The water cascaded gently over my head as he poured, careful to avoid any splashes. He worked a lather of soap into my hair as if he did this every day. “You’ve got a good head of hair.”
“For now. I half expect it to fall out after…” I didn’t finish the sentence. There was no need.
Once my hair was clean, Father shifted to my shoulders and arms, using a sponge to work the soap across my skin. The warmth of the water and his gentle touch nearly brought me to tears.
“I’m sorry you have to do this,” I said.
“Don’t be. Do you know how many men wish they had their boy back and had the privilege of helping them?” Father’s eyes filled, and he looked away for a second or two. Once he’d composed himself, he returned to the task at hand. “Lean forward a little.”
I closed my eyes, enjoying the sensation of soap and water. Such a simple pleasure.
“You won’t remember this—you were only a baby—but I used to give you baths every night.”
“Really? Not the nanny or Mother?”
“Only if I couldn’t make it home in time. I missed you so while I was at work and couldn’t wait to get home to see you. First thing after I got home in the evenings, I’d change out of my suit and then get you into this old tin basin—the same one my mother had bathed me in. You’d splash around and laugh while I scrubbed the day’s play off of you. Sometimes, I sang silly songs.” Father smiled, clearly lost in the memory. “Do you know, you were the biggest surprise of my life? Not your presence, but how it changed me. I’d had no idea how infatuated I would be with my baby boy. From the moment you were born, I was mad about you. I cherish every memory. Not just when you were a baby, but all your ages.”
“Yeah?” It was all I could manage.
“When I came back from the Great War, your mother was pregnant with you. You were born a few months after I got home.”
“You never talked about your time in the war.”
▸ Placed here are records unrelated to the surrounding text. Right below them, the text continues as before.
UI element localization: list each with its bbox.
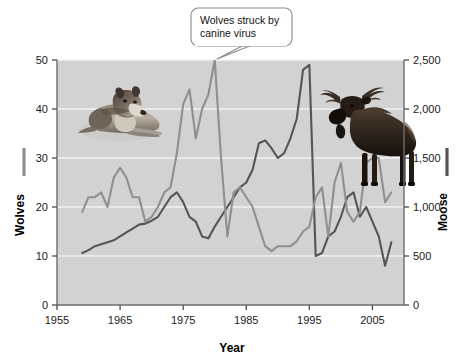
- callout-tail: [217, 45, 252, 59]
- left-axis-title: Wolves: [13, 194, 27, 236]
- callout-text-line1: Wolves struck by: [200, 14, 280, 26]
- tick-label: 0: [42, 299, 48, 311]
- wolf-moose-population-chart: 01020304050 05001,0001,5002,0002,500 195…: [0, 0, 470, 360]
- tick-label: 10: [36, 250, 48, 262]
- tick-label: 0: [413, 299, 419, 311]
- tick-label: 2005: [360, 314, 384, 326]
- left-axis: 01020304050: [36, 54, 57, 311]
- chart-canvas: 01020304050 05001,0001,5002,0002,500 195…: [0, 0, 470, 360]
- tick-label: 500: [413, 250, 431, 262]
- tick-label: 1995: [297, 314, 321, 326]
- tick-label: 1955: [45, 314, 69, 326]
- bottom-axis: 195519651975198519952005: [45, 305, 385, 326]
- tick-label: 1965: [108, 314, 132, 326]
- tick-label: 2,000: [413, 103, 441, 115]
- tick-label: 1985: [234, 314, 258, 326]
- canine-virus-callout: Wolves struck by canine virus: [191, 8, 292, 59]
- tick-label: 40: [36, 103, 48, 115]
- tick-label: 50: [36, 54, 48, 66]
- tick-label: 20: [36, 201, 48, 213]
- callout-text-line2: canine virus: [200, 27, 256, 39]
- tick-label: 1975: [171, 314, 195, 326]
- right-axis-title: Moose: [436, 193, 450, 231]
- x-axis-title: Year: [219, 341, 245, 355]
- tick-label: 2,500: [413, 54, 441, 66]
- tick-label: 30: [36, 152, 48, 164]
- tick-label: 1,500: [413, 152, 441, 164]
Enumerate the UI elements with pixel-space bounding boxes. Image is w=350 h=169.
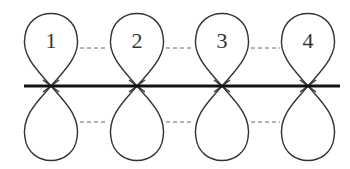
orbital-label: 2	[132, 28, 143, 53]
orbital-label: 3	[217, 28, 228, 53]
orbital-lower-lobe	[24, 80, 77, 161]
orbital-diagram: 1234	[0, 0, 350, 169]
orbital-lower-lobe	[281, 80, 334, 161]
orbital-label: 1	[46, 28, 57, 53]
orbital-label: 4	[303, 28, 314, 53]
orbital-lower-lobe	[195, 80, 248, 161]
orbital-lower-lobe	[110, 80, 163, 161]
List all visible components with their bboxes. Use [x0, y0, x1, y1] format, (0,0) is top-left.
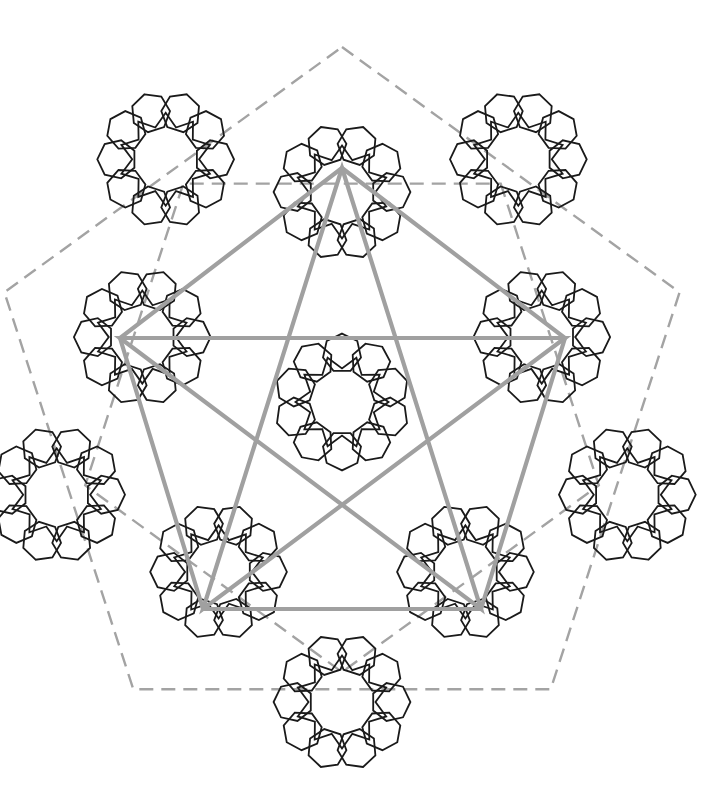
star-rosette [274, 127, 411, 257]
interlace-star-pattern [0, 94, 696, 767]
star-rosette [277, 334, 407, 471]
pentagon-pentagram-construction [120, 168, 565, 609]
star-rosette [450, 94, 587, 224]
construction-pentagram [120, 168, 565, 609]
geometric-pattern-diagram [0, 0, 717, 801]
star-rosette [97, 94, 234, 224]
star-rosette [0, 430, 125, 560]
star-rosette [274, 637, 411, 767]
dashed-pentagon [85, 184, 599, 672]
star-rosette [559, 430, 696, 560]
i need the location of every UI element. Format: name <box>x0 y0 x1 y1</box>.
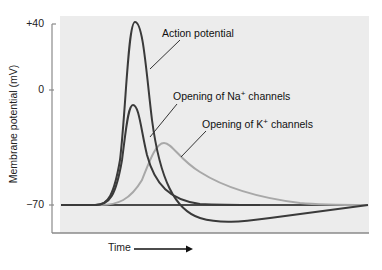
y-axis <box>49 24 56 233</box>
chart-svg <box>0 0 382 270</box>
time-arrow-icon <box>134 246 193 253</box>
k-channels-curve <box>61 143 368 205</box>
y-tick-0: 0 <box>14 83 44 95</box>
y-axis-label: Membrane potential (mV) <box>7 49 19 199</box>
k-label-text: Opening of K <box>202 118 263 130</box>
na-channels-label: Opening of Na+ channels <box>173 90 290 102</box>
y-tick-plus-40: +40 <box>14 17 44 29</box>
k-label-suffix: channels <box>268 118 313 130</box>
na-leader-line <box>150 104 177 137</box>
ap-leader-line <box>150 40 180 69</box>
k-channels-label: Opening of K+ channels <box>202 118 313 130</box>
action-potential-label: Action potential <box>162 27 234 39</box>
na-label-suffix: channels <box>245 90 290 102</box>
x-axis-label: Time <box>108 241 131 253</box>
na-label-text: Opening of Na <box>173 90 241 102</box>
y-tick-minus-70: −70 <box>14 198 44 210</box>
k-leader-line <box>181 131 206 157</box>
“I tried to put it behind me, which was impossible. Regardless of what a man wants to forget, some things are forever etched into his consciousness. In hindsight, I can see clearly that it would have been better to talk to your mother about what I’d seen. What I’d done. But I was under the false assumption that trying to forget my experiences and never speak of them would allow me to heal. It’s not that way at all. The opposite, in fact. The darkness clawed at me. Kept me apart from your mother. Then you came, and I held you for the first time—you were so tiny—and I knew I had to get myself together. You needed me.”
I squeezed my eyes shut, trying with all my might not to cry. “How did you do it?”
“I focused on you and your mother. Then our Betsy came, and I was as devoted to her as I’d been to you. Time moved along, as it does. We think distance and years will fix us, but that’s not really how it works. Instead, it’s loving those right in front of you as fiercely as you can, despite what you’ve lost. Love is the only way through the darkness.”
“I loved her so.” Tears spilled onto my already damp cheeks. “Diana was remarkable. And now I’ve lost her and the baby and George, and I don’t know how to put myself back together.”
He cupped my chin and kissed my forehead, as he had when I was a boy. “I wish I could do it for you, but I can’t. I can only love you and remind you that I’m here for you, and so is everyone else in this house. Lean on us. We’ll all get through this together.”
If only he were right. However, nothing was going to get me through this pain, this grief. I’d had a moment in the sun. Now, darkness had obliterated any light. Not even the love of my family could penetrate it.